A Room with Two Views: Campra and Handel at the Boston Early Music Festival

Two large-scale vocal works were presented at BEMF on successive nights (Wednesday and Thursday, June 14 and 15), one a work of music theater, merging opera and ballet; the other devotional but in the musical language of opera absent the staging. Composed within nine years of each other, they offer contrasting perspectives of Italian music and culture from the points of view of a French and a German composer. Both were clearly besotted with Italy, one responding to the carnival spirit of Venice with its light-hearted approach to life, love, and entertainment; and the other situated at the center of the sober religious and devotional culture of Rome. Experiencing these two works back-to-back and interpreted by many of the same performers provided a wonderfully condensed testament to the multidimensional attractions and influences that Italian opera radiated at the turn of the 18th century.

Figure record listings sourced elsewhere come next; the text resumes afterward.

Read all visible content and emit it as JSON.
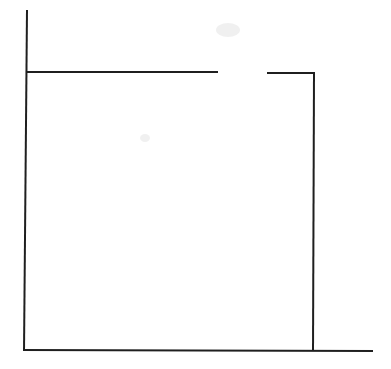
{
  "diagram": {
    "type": "line-sketch",
    "stroke_color": "#1f1f1f",
    "stroke_width": 2,
    "background": "#ffffff",
    "lines": [
      {
        "id": "left-vertical",
        "x1": 27,
        "y1": 10,
        "x2": 24,
        "y2": 351
      },
      {
        "id": "top-left-segment",
        "x1": 27,
        "y1": 72,
        "x2": 218,
        "y2": 72
      },
      {
        "id": "top-right-segment",
        "x1": 267,
        "y1": 73,
        "x2": 315,
        "y2": 73
      },
      {
        "id": "right-vertical",
        "x1": 314,
        "y1": 73,
        "x2": 313,
        "y2": 351
      },
      {
        "id": "bottom-horizontal",
        "x1": 23,
        "y1": 350,
        "x2": 373,
        "y2": 351
      }
    ],
    "gap": {
      "x_start": 218,
      "x_end": 267,
      "y": 72
    }
  }
}
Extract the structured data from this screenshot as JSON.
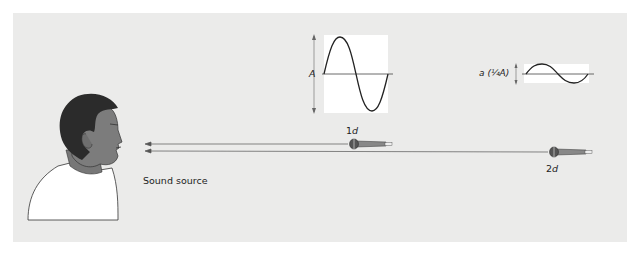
{
  "figure": {
    "source_label": "Sound source",
    "near_mic": {
      "distance_prefix": "1",
      "distance_var": "d"
    },
    "far_mic": {
      "distance_prefix": "2",
      "distance_var": "d"
    },
    "near_wave": {
      "amplitude_label": "A"
    },
    "far_wave": {
      "amplitude_label": "a (¼A)"
    }
  },
  "colors": {
    "background": "#ebebea",
    "wave_box": "#ffffff",
    "skin": "#7a7a7a",
    "hair": "#2e2e2e",
    "shirt": "#ffffff",
    "line": "#333333"
  },
  "icons": [
    "person-icon",
    "microphone-icon",
    "arrow-icon",
    "sine-wave-icon"
  ]
}
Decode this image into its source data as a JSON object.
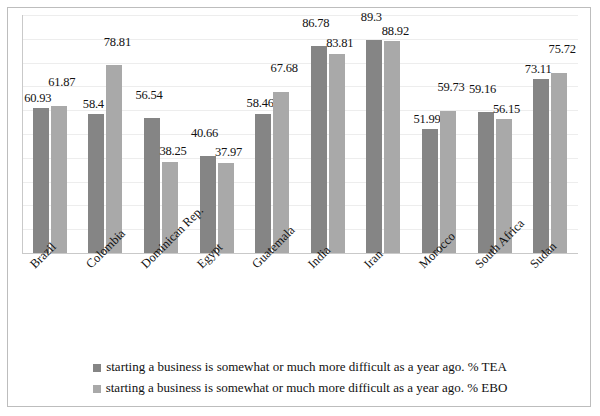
{
  "chart_data": {
    "type": "bar",
    "title": "",
    "subtitle": "",
    "xlabel": "",
    "ylabel": "",
    "ylim": [
      0,
      100
    ],
    "grid": true,
    "legend_position": "bottom",
    "categories": [
      "Brazil",
      "Colombia",
      "Dominican Rep.",
      "Egypt",
      "Guatemala",
      "India",
      "Iran",
      "Morocco",
      "South Africa",
      "Sudan"
    ],
    "series": [
      {
        "name": "starting a business is somewhat or much more difficult as a year ago. % TEA",
        "color": "#858585",
        "values": [
          60.93,
          58.4,
          56.54,
          40.66,
          58.46,
          86.78,
          89.3,
          51.99,
          59.16,
          73.11
        ],
        "labels": [
          "60.93",
          "58.4",
          "56.54",
          "40.66",
          "58.46",
          "86.78",
          "89.3",
          "51.99",
          "59.16",
          "73.11"
        ]
      },
      {
        "name": "starting a business is somewhat or much more difficult as a year ago. % EBO",
        "color": "#a9a9a9",
        "values": [
          61.87,
          78.81,
          38.25,
          37.97,
          67.68,
          83.81,
          88.92,
          59.73,
          56.15,
          75.72
        ],
        "labels": [
          "61.87",
          "78.81",
          "38.25",
          "37.97",
          "67.68",
          "83.81",
          "88.92",
          "59.73",
          "56.15",
          "75.72"
        ]
      }
    ],
    "gridline_count": 11,
    "axis_tick_labels_visible": false
  },
  "legend": {
    "items": [
      {
        "label": "starting a business is somewhat or much more difficult as a year ago. % TEA",
        "swatch": "#858585"
      },
      {
        "label": "starting a business is somewhat or much more difficult as a year ago. % EBO",
        "swatch": "#a9a9a9"
      }
    ]
  },
  "colors": {
    "series_tea": "#858585",
    "series_ebo": "#a9a9a9",
    "gridline": "#ededed",
    "axis": "#c9c9c9",
    "frame": "#bdbdbd",
    "background": "#ffffff",
    "text": "#111111"
  }
}
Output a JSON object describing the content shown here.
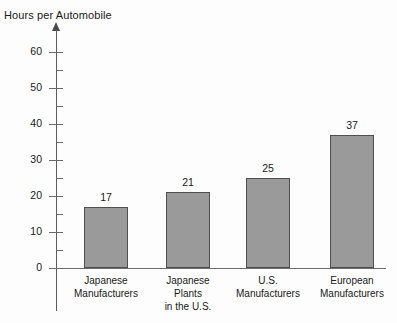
{
  "chart_data": {
    "type": "bar",
    "title": "Hours per Automobile",
    "ylabel": "Hours per Automobile",
    "xlabel": "",
    "categories": [
      "Japanese Manufacturers",
      "Japanese Plants in the U.S.",
      "U.S. Manufacturers",
      "European Manufacturers"
    ],
    "category_lines": [
      [
        "Japanese",
        "Manufacturers"
      ],
      [
        "Japanese",
        "Plants",
        "in the U.S."
      ],
      [
        "U.S.",
        "Manufacturers"
      ],
      [
        "European",
        "Manufacturers"
      ]
    ],
    "values": [
      17,
      21,
      25,
      37
    ],
    "value_labels": [
      "17",
      "21",
      "25",
      "37"
    ],
    "ylim": [
      0,
      62
    ],
    "ytick_labels": [
      "0",
      "10",
      "20",
      "30",
      "40",
      "50",
      "60"
    ],
    "ytick_values": [
      0,
      10,
      20,
      30,
      40,
      50,
      60
    ],
    "minor_tick_values": [
      5,
      15,
      25,
      35,
      45,
      55
    ],
    "grid": false,
    "legend": false,
    "bar_color": "#9a9a9a",
    "bar_border_color": "#4f4f4f",
    "axis_color": "#5d5d5d",
    "text_color": "#1a1a1a",
    "background_color": "#fdfdfd"
  }
}
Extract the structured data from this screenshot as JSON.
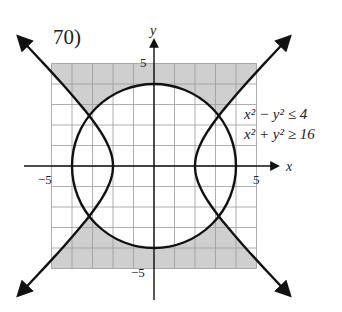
{
  "problem_number": "70)",
  "chart_data": {
    "type": "region-graph",
    "title": "70)",
    "xlabel": "x",
    "ylabel": "y",
    "xlim": [
      -5,
      5
    ],
    "ylim": [
      -5,
      5
    ],
    "grid": true,
    "x_ticks_labeled": [
      "-5",
      "5"
    ],
    "y_ticks_labeled": [
      "5",
      "-5"
    ],
    "inequalities": [
      "x² − y² ≤ 4",
      "x² + y² ≥ 16"
    ],
    "curves": [
      {
        "name": "circle",
        "equation": "x^2 + y^2 = 16",
        "radius": 4,
        "center": [
          0,
          0
        ]
      },
      {
        "name": "hyperbola",
        "equation": "x^2 - y^2 = 4",
        "vertices": [
          [
            -2,
            0
          ],
          [
            2,
            0
          ]
        ]
      }
    ],
    "shaded_region": "outside circle and between hyperbola branches (top and bottom regions)",
    "shade_color": "#cfcfcf"
  },
  "labels": {
    "x_axis": "x",
    "y_axis": "y",
    "tick_neg5_x": "−5",
    "tick_pos5_x": "5",
    "tick_pos5_y": "5",
    "tick_neg5_y": "−5",
    "ineq1": "x² − y² ≤ 4",
    "ineq2": "x² + y² ≥ 16"
  }
}
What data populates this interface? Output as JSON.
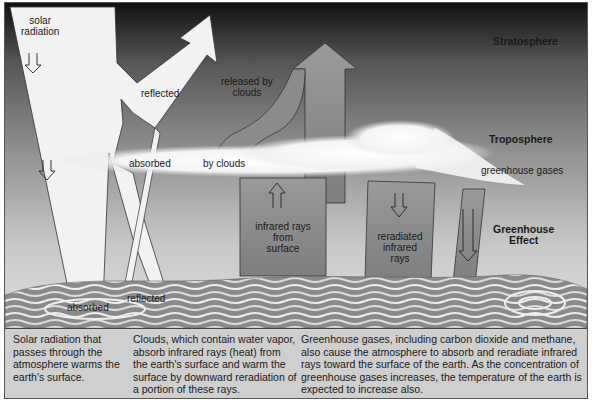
{
  "diagram": {
    "title": "Greenhouse Effect",
    "layers": {
      "stratosphere": "Stratosphere",
      "troposphere": "Troposphere",
      "greenhouse_gases": "greenhouse gases",
      "greenhouse_effect_line1": "Greenhouse",
      "greenhouse_effect_line2": "Effect"
    },
    "arrows": {
      "solar_radiation_line1": "solar",
      "solar_radiation_line2": "radiation",
      "reflected_top": "reflected",
      "released_line1": "released by",
      "released_line2": "clouds",
      "absorbed_clouds": "absorbed",
      "by_clouds": "by clouds",
      "infrared_line1": "infrared rays",
      "infrared_line2": "from",
      "infrared_line3": "surface",
      "reradiated_line1": "reradiated",
      "reradiated_line2": "infrared",
      "reradiated_line3": "rays",
      "absorbed_ground": "absorbed",
      "reflected_ground": "reflected"
    },
    "colors": {
      "sky_top": "#1a1a1a",
      "sky_bottom": "#d8d8d8",
      "beam_white": "#f2f2f2",
      "ray_gray": "#8a8a8a",
      "caption_bg": "#cfcfcf"
    }
  },
  "captions": [
    "Solar radiation that passes through the atmosphere warms the earth's surface.",
    "Clouds, which contain water vapor, absorb infrared rays (heat) from the earth's surface and warm the surface by downward reradiation of a portion of these rays.",
    "Greenhouse gases, including carbon dioxide and methane, also cause the atmosphere to absorb and reradiate infrared rays toward the surface of the earth. As the concentration of greenhouse gases increases, the temperature of the earth is expected to increase also."
  ]
}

2016 in retrospect — The Bard Music Festival: Giacomo Puccini and his World

If advance gossip is any indicator, this year’s Bard Festival, devoted to Giacomo Puccini and his World, was one of the most controversial. “Puccini! Controversial!” You say, “There’s not really enough in him to have a controversy about, is there? Those sappy tear-jerkers speak for themselves.” In fact there was a lot of grumbling. Some festival regulars stayed away, or dragged themselves to only one concert, the one that included pieces by Dallapiccola, Pizzetti, and Petrassi. Even with these absentees the Festival sold out, or came close to selling out. Most of the concerts and the panel discussions were packed.

Rattle and the Berlin Philharmonic: A musical experience of a lifetime

After the stunning concert with Simon Rattle leading the Berliner Philharmoniker at Boston’s Symphony Hall—Pierre Boulez’s scintillating Éclat followed (without intermission) by Mahler’s black sheep Symphony No. 7—I couldn’t stop shaking. There’s a lot of good music in Boston, but this was different—on a whole other level. And the audience knew it, felt it. Wasn’t it just what we needed to hear after the bruising election? People were not only cheering but weeping and hugging each other.